In particular, some battles have a great “push your luck” aspect where, after defeating the first array of enemies, you have the option of fighting additional waves of reinforcements. You can also tag out weakened units for fresh soldiers from your bench. It’s pretty suspenseful when you’re facing down the third wave with a patchwork lineup of exhausted A-team members and oddball C-team hopefuls, and I was pushed to sort of invent and adapt to new tactical situations on the fly. If you fight through each wave, you typically get a nice piece of loot in addition to extra Renown. It’s an idea that I wish could be retrofitted to every earlier game, and that honestly doesn’t get used enough even in Banner Saga 3.

But considering my complaints and reservations about The Banner Saga 3, I think a lot them come down to wanting a little more time and a few more chances to get things right. Which is fitting, because that’s the central motivation of almost every character you meet, villain or hero.

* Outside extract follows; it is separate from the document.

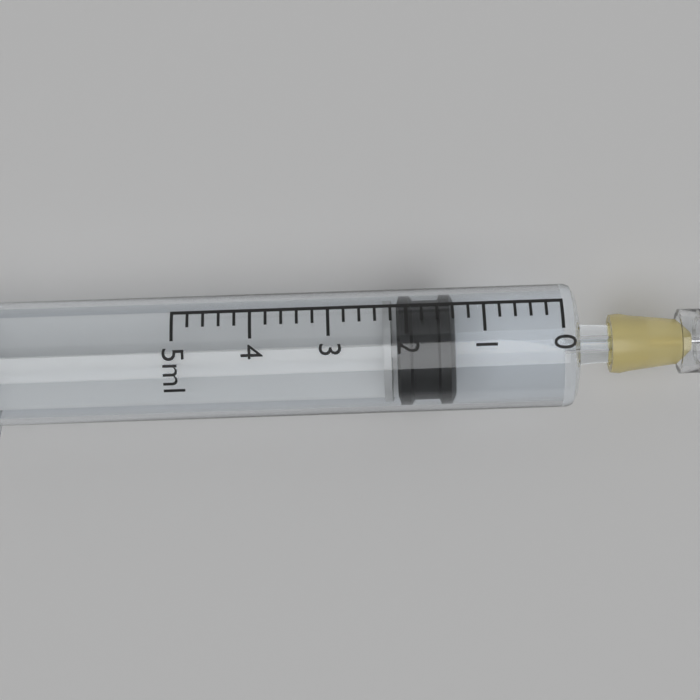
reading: 1.4 ml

While there are a couple of places where it feels like the difficulty ramps up too quickly, or where major plots twists unfold with barely a moment to react or comment, my fundamental reaction to The Banner Saga 3 is one of vindication. It turns out this was a journey worth taking, and a world worth keeping in my heart for the last few years. In the end it has justified its stylistic and narrative choices, and surpassed the hopes I had for it back when I played the first part of the trilogy. This final act may not offer a comfortable or easy resolution but then again, that was never really in the cards. Like I said before, it’s not that kind of story. And wishing it were otherwise only makes things worse.